Structural validity, measurement invariance, reliability and diagnostic accuracy of the Italian version of the Yale Food Addiction Scale 2.0 in patients with severe obesity and the general population
- PMID: 32026378
- DOI: 10.1007/s40519-020-00858-y
Structural validity, measurement invariance, reliability and diagnostic accuracy of the Italian version of the Yale Food Addiction Scale 2.0 in patients with severe obesity and the general population
Abstract
Purpose: To examine the structural validity, measurement invariance, reliability, and some other psychometrical properties of the Italian version of the Yale Food Addiction Scale 2 (I-YFAS 2.0) in patients with severe obesity and the general population.

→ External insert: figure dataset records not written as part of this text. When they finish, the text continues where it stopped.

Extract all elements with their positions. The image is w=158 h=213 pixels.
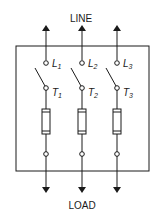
load-terminal-3 bbox=[115, 86, 120, 91]
svg-text:T2: T2 bbox=[88, 87, 98, 99]
svg-text:T1: T1 bbox=[52, 87, 62, 99]
fuse-2 bbox=[78, 109, 86, 134]
load-terminal-1 bbox=[44, 86, 49, 91]
pole-3: L3 T3 bbox=[106, 28, 133, 190]
line-terminal-3 bbox=[115, 61, 120, 66]
fused-switch-diagram: LINE L1 T1 L2 T2 bbox=[0, 0, 158, 213]
line-terminal-2 bbox=[80, 61, 85, 66]
load-terminal-2 bbox=[80, 86, 85, 91]
svg-text:L2: L2 bbox=[88, 58, 98, 70]
output-terminal-3 bbox=[115, 152, 120, 157]
load-label: LOAD bbox=[68, 200, 95, 211]
svg-text:T3: T3 bbox=[123, 87, 133, 99]
svg-text:L1: L1 bbox=[52, 58, 62, 70]
switch-blade-3 bbox=[106, 68, 116, 86]
switch-blade-2 bbox=[71, 68, 81, 86]
fuse-1 bbox=[42, 109, 50, 134]
line-label: LINE bbox=[70, 13, 93, 24]
svg-text:L3: L3 bbox=[123, 58, 133, 70]
pole-1: L1 T1 bbox=[35, 28, 62, 190]
fuse-3 bbox=[113, 109, 121, 134]
output-terminal-1 bbox=[44, 152, 49, 157]
line-terminal-1 bbox=[44, 61, 49, 66]
output-terminal-2 bbox=[80, 152, 85, 157]
pole-2: L2 T2 bbox=[71, 28, 98, 190]
switch-blade-1 bbox=[35, 68, 45, 86]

Methods: 704 participants-400 inpatients with severe obesity and 304 participants enrolled from the general population-completed the I-YFAS 2.0 and questionnaires measuring eating disorder symptoms. A first confirmatory factor analysis (CFA) tested a hierarchical structure in which each item of the I-YFAS 2.0 loaded onto one of the twelve latent symptoms/criteria which loaded onto a general dimension of Food Addiction (FA). The second CFA tested a first-order structure in which symptoms/criteria of FA simply loaded onto a latent dimension. Measurement invariance (MI) between the group of inpatients with severe obesity and the sample from the general population was also tested. Finally, convergent validity, test-retest reliability, internal consistency, and prevalence analyses were performed.
Results: CFAs confirmed the structure for the I-YFAS 2.0 for both the hierarchical structure and the first-order structure. Configural MI and strong MI were reached for hierarchical and the first-order structure, respectively. Internal consistencies were shown to be acceptable. Prevalence of FA was 24% in the group of inpatients with severe obesity and 3.6% in the sample from the general population.
Conclusions: The I-YFAS 2.0 represents a valid and reliable questionnaire for the assessment of FA in both Italian adult inpatients with severe obesity and the general population, and is a psychometrically sound tool for clinical as well as research purposes.
Level of evidence: Level V, descriptive study.
Keywords: Food addiction; Measurement invariance; Obesity; Psychometric properties; Scale validation; YFAS.